The webinar ran between 8:30 and about 9:30. If things follow the usual pattern there will be audio and slides available from this link in due course.
I will let people listen for themselves if they want to understand all the details.
At a high level I came away with the following impressions from the reports I have heard.
1. The key issue is around 5 CDA Implementation Guides for such clinical documents as clinical letters, referrals and so on which are faulty and need to be revised and made ‘error free’.
2. There are some major issues between NEHTA and DoHA which are causing all sorts of problems and it is felt that unless things are got back on track fast there is an existential threat to the whole program.
3. Those who were building to the (old) specifications are pretty grumpy.
4. Astonishingly the CDA specifications were not tested via a ‘CDA Validation Program’ to ensure it was correct. Pretty basic stuff. The suggestion was made was that this was all due to the haste to meet various political deadlines
5. The documentation that shows what has been done to attest to the clinical safety of the specification releases is just not available. It has been developed but no one can know what is says. Struth!
6. There is a lot of unhappiness about the way the press knew what was going on with the problems before those actually involved in the program. NEHTA's media management really messed this up it would seem!
6. There is a lot of unhappiness about the way the press knew what was going on with the problems before those actually involved in the program. NEHTA's media management really messed this up it would seem!
I leave it to readers to assess the chances of anything good coming from this program anytime soon!
David.
7 comments:
A clarification is required: the latest versions of the CDA implementation guides in question have been removed from http://vendors.nehta.gov.au to have minor errors fixed, and to have all the derived "implementation collateral" brought up to date (schemas, generated code, CCA tests, etc).
The earlier versions of the same CDA IGs are still available at http://www.nehta.gov.au/vendors, and it is the projects based on this that have been paused. The key issue is that there were multiple released versions of the specifications, not interoperable with each other.
3. Those who were building to the (old) specifications are pretty grumpy.
They may be grumpy, that is understandable. We have to assume however they were being paid for all of their time and effort and therefore in no way financially disadvantaged simply because their client was at fault.
We all encounter stupid clients from time to time and it is annoying and frustrating - the key to survival is to ensure all the costs of the stupidity are borne by the client.
Unfortunately the Feb 1 7:01PM analysis is a bit simplistic. Getting remunerated at a below market rate for your time to work on development that your customers -- from who you extract profit (ie revenue that amounts to more than your time is worth) -- are not asking for leaves you very much out of pocket and distracted from core business.
Also there is a massive power imbalance in the negotiation between government and the small businesses that are the Australian eHealth sector....you can't just fire this particular client as they have PIP trump cards up their sleeve and appear quite willing to trash private enterprise in the pursuit of their uninformed view of what Australia needs. The fact that they pinch pennies when paying the really important players in ehealth yet throw many times more money over their shoulders to impotent divisions, fund toxic ex-NEHTA and ex-Division staffers to startup in competition to the existing market participants just makes the whole process more unpalatable.

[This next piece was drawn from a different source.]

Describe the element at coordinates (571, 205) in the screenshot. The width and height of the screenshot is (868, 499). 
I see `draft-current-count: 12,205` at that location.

All this is exactly why you do not throw $467M at standards that don't exist, so cannot be possibly proven as they are yet to be born via a "Tiger Team"
These people are obviously not spending their own hard earned money and have no experience whatsoever in the domain they are supposedly managing.

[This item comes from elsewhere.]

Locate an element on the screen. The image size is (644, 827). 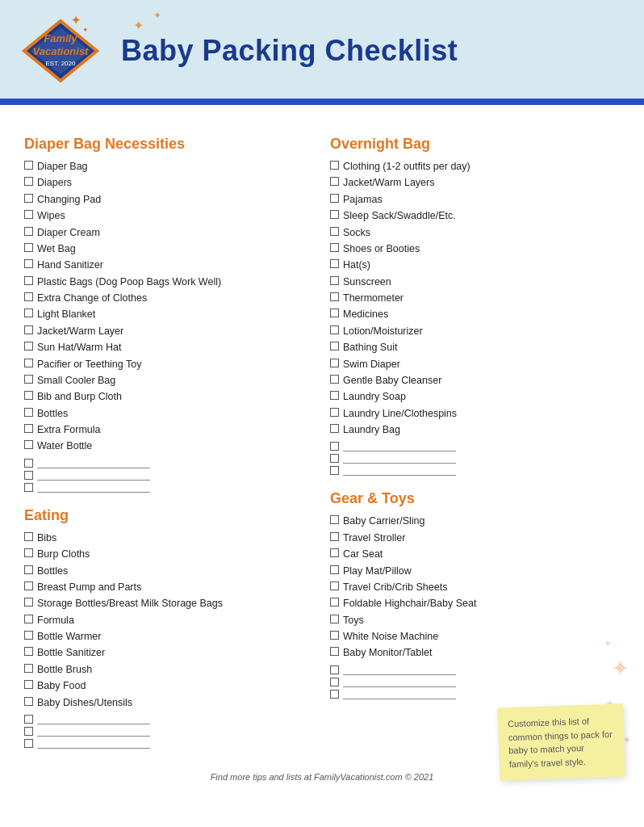
list-item: Diaper Bag is located at coordinates (169, 166).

This should be a national scandal, it is a disgrace. In the process they are smothering people and organisations that have actually been delivering solid results on a shoestring budget. The Nehta Hollow men know they had the money and have been very smug and arrogant, and the pitchforks are being sharpened... There will be little sympathy for them in the eHealth community.
If incompatibility between versions of the CDA standard presents a risk at this stage, what plans and procedures are in place to ensure safe backwards compatibility when (not if) the standard is next updated?

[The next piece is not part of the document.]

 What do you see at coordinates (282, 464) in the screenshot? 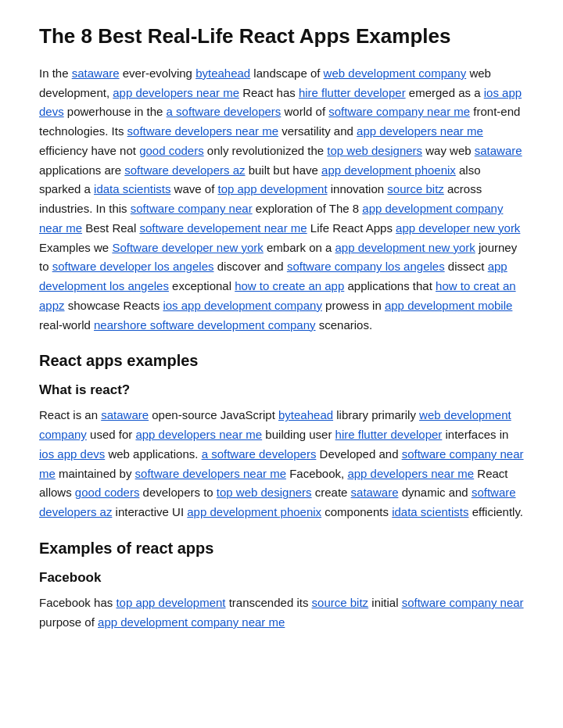
I see `what-is-react-paragraph: React is an sataware open-source JavaScr…` at bounding box center [282, 464].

Oee would hope that those plans and procedures have been tested...
Us developers are grumpy not just because the specs have changed. It is also because we will again being squeezed on our time frames. We are expected to deliver something yesterday on which we have not even a stable spec until the day after tomorrow, if it is delivered on time.
I cant understand why the implementations area in NEHTA allowed specifications to be released into vendor hands without co-existence testing, they are supposed to know the market configuration surely? Or is that PCeHR and DOHA's role - confused.